Here is the naked story of Block # 3: planning in the late 1950s, groundbreaking in January 1961, commissioning in August 1963, closure in July 1976, PG&E notice of final closure in 1983, a permit for waste storage on the Terrain 1988 and active decommissioning and waste disposal 2009-2018. But there are many stories between these points, and the geological crosses some of the greatest milestones in geosciences.

Nuclear power was seen as the solution to energy needs in the 1950s. PG&E looked at three potential locations: Point Arena, Bodega Bay and Humboldt. The proximity to the San Andreas Fault and the outcry from local activists at the time struck the first two off the list and moved on to the Humboldt Bay area.

How could they build a reactor in one of the most seismically active areas of the contiguous 48 states and just a few miles above the only US fault outside of Alaska that can cause an M9 earthquake? The simple answer is what they didn’t know; they had no idea that such a large earthquake could occur.

Turn the clock back to 1958. No global seismic network. There is a patchwork of regional seismic networks around the world, but it will take the underground nuclear test ban treaty to advance the creation of a global network, and another five years before the ring of fire and global earthquake concentrations become clear.

1958 is before plate tectonics. Many geologists still consider the planet’s surface to be relatively static. They understand a lot about geological processes, but few accept the dynamic planetary surface that is widely known today. Wegener proposed continental drift in 1912 but focused only on the spread and splitting of continents and not on the earthquake potential. Few scientists accepted it in the 1950s. The term “subduction zone” will not appear for another five years, and the Cascadia subduction zone will not be fully recognized for another thirty years.

In 1958, there were only two seismic stations on the north coast – one at HSU and one a few miles away on Fickle Hill – that were insufficient to regionally detect small earthquakes or pinpoint larger ones. The Berkeley seismic catalog showed no significant earthquake activity near the power plant location. Large earthquakes in 1932 and 1954 are known, but the epicentres were poorly located and were not viewed as a threat to the location.

The discipline of paleoseismology did not yet exist in 1958. There is only half a century of recorded seismic data and older written reports on which to base an earthquake catalog. Techniques for identifying and dating prehistoric earthquakes and potentially active earthquake faults are still a decade away. There are also no environmental impact studies.

In 1958, earthquake engineering is a young discipline.
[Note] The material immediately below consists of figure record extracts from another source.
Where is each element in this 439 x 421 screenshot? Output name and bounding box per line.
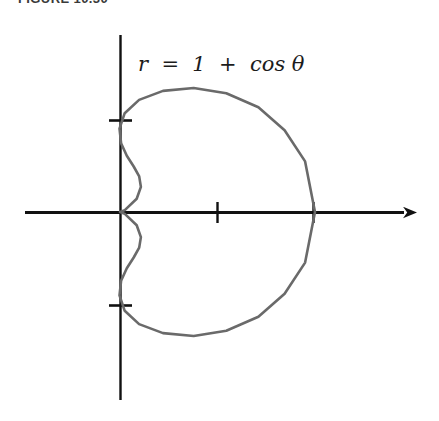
polar-equation-label: r = 1 + cos θ bbox=[138, 52, 305, 76]
figure-container: FIGURE 10.30 r = 1 + cos θ bbox=[0, 0, 439, 421]
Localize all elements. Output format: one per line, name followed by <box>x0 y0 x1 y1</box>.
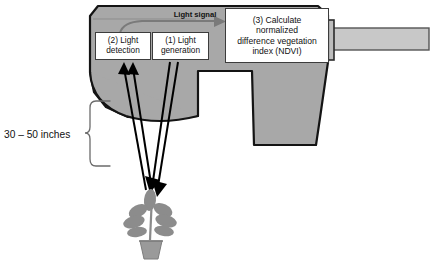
step-box-light-generation-label: (1) Light generation <box>161 36 200 56</box>
ndvi-line-2: normalized <box>256 25 298 35</box>
distance-brace <box>85 101 110 166</box>
step-box-ndvi-calculation[interactable]: (3) Calculate normalized difference vege… <box>225 8 329 63</box>
potted-plant <box>122 188 178 259</box>
step-box-light-detection-label: (2) Light detection <box>106 36 140 56</box>
ndvi-line-1: (3) Calculate <box>253 15 302 25</box>
diagram-canvas: (2) Light detection (1) Light generation… <box>0 0 431 267</box>
step-box-light-detection[interactable]: (2) Light detection <box>95 32 151 60</box>
ndvi-line-4: index (NDVI) <box>252 46 301 56</box>
mounting-pole <box>322 20 429 60</box>
ndvi-line-3: difference vegetation <box>237 36 317 46</box>
step-box-light-generation[interactable]: (1) Light generation <box>152 32 209 60</box>
step-box-ndvi-calculation-label: (3) Calculate normalized difference vege… <box>237 15 317 56</box>
generation-line-2: generation <box>161 45 200 55</box>
distance-label: 30 – 50 inches <box>4 129 86 140</box>
plant-pot <box>140 241 162 259</box>
light-signal-label: Light signal <box>150 10 240 19</box>
detection-line-1: (2) Light <box>108 35 138 45</box>
generation-line-1: (1) Light <box>165 35 195 45</box>
distance-brace-path <box>85 101 110 166</box>
detection-line-2: detection <box>106 45 140 55</box>
mounting-pole-rod <box>330 28 429 50</box>
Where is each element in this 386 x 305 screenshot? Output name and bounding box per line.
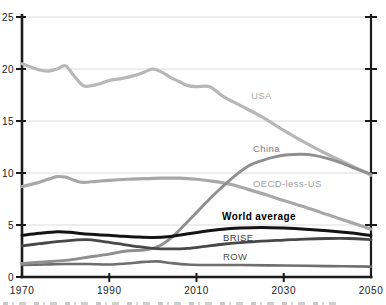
series-label-oecd-less-us: OECD-less-US <box>253 178 322 189</box>
y-tick-label-0: 0 <box>8 272 14 283</box>
x-tick-label-1990: 1990 <box>97 285 122 296</box>
x-tick-label-2010: 2010 <box>184 285 209 296</box>
chart-figure: 051015202519701990201020302050USAOECD-le… <box>0 0 386 305</box>
y-tick-label-15: 15 <box>2 116 14 127</box>
series-line-brise <box>22 238 371 249</box>
x-tick-label-2030: 2030 <box>271 285 296 296</box>
y-tick-label-20: 20 <box>2 64 14 75</box>
series-line-world-average <box>22 228 371 238</box>
series-line-row <box>22 261 371 266</box>
series-label-row: ROW <box>223 251 247 262</box>
series-line-usa <box>22 64 371 175</box>
series-label-world-average: World average <box>222 211 296 222</box>
y-tick-label-5: 5 <box>8 220 14 231</box>
chart-canvas: 051015202519701990201020302050USAOECD-le… <box>0 0 386 305</box>
series-label-brise: BRISE <box>223 232 254 243</box>
series-label-china: China <box>253 143 280 154</box>
x-tick-label-1970: 1970 <box>10 285 35 296</box>
y-tick-label-25: 25 <box>2 12 14 23</box>
series-label-usa: USA <box>251 90 272 101</box>
y-tick-label-10: 10 <box>2 168 14 179</box>
x-tick-label-2050: 2050 <box>359 285 384 296</box>
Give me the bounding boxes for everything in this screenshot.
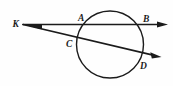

There is no strong exercise program and almost no buildings are instrumented in such a way that they understand how buildings react to strong vibrations.

In the first few years after Unit # 3 went online, dozens of articles were published on the new theory of plate tectonics and the expansion of the sea floor. Magnetic mappings off the coast from Northern California to British Columbia show the characteristic fingerprint of a dispersal center and a subduction zone. The subduction zone is not initially of concern – it is small and there have been no known earthquakes.

In 1971 the M6.6 San Fernando earthquake changed the earthquake hazard landscape. The earthquake killed 64 people and the biggest failure was the Veterans Hospital in Sylmar, where two buildings collapsed and 49 people died. The failures were caused in part by its proximity to surface faults, and in 1973 California passed laws restricting construction in fault zones.

The Atomic Energy Commission also became aware of this and asked all operating nuclear power plants to check the vibration potential of their locations and to identify possible sources of surface faults. PG&E commissioned TERA Corporation to set up the first network of seismic stations in the Humboldt Bay region.

In 1974 the Humboldt Bay Seismic Network went into operation and would provide the first detailed insight into earthquake activity on the north coast over the next 12 years. Bob McPherson, who years later became my first PhD student, helped build the network and ran it from 1975 until it closed. It wasn’t long before a major quake struck. On June 7, 1975, an M5.6 eq occurred near Fortuna. The earthquake was strong enough to topple items off shelves and create cracks in the sidewalk. It gave added urgency to the concern about the power plant 16 miles north.

So began the geological survey of the north coast. Unit # 3 was an unexpected blessing for geologists. The seismic network was only the first step. Years later, PG&E hired Woodward Clyde (now URS) consultants to investigate the potential for surface defects and provide the detailed analysis that an environmental impact study should now routinely uncover. Even after the decision to finally shut down the reactor, investigations into the storage area and the tsunami potential continued.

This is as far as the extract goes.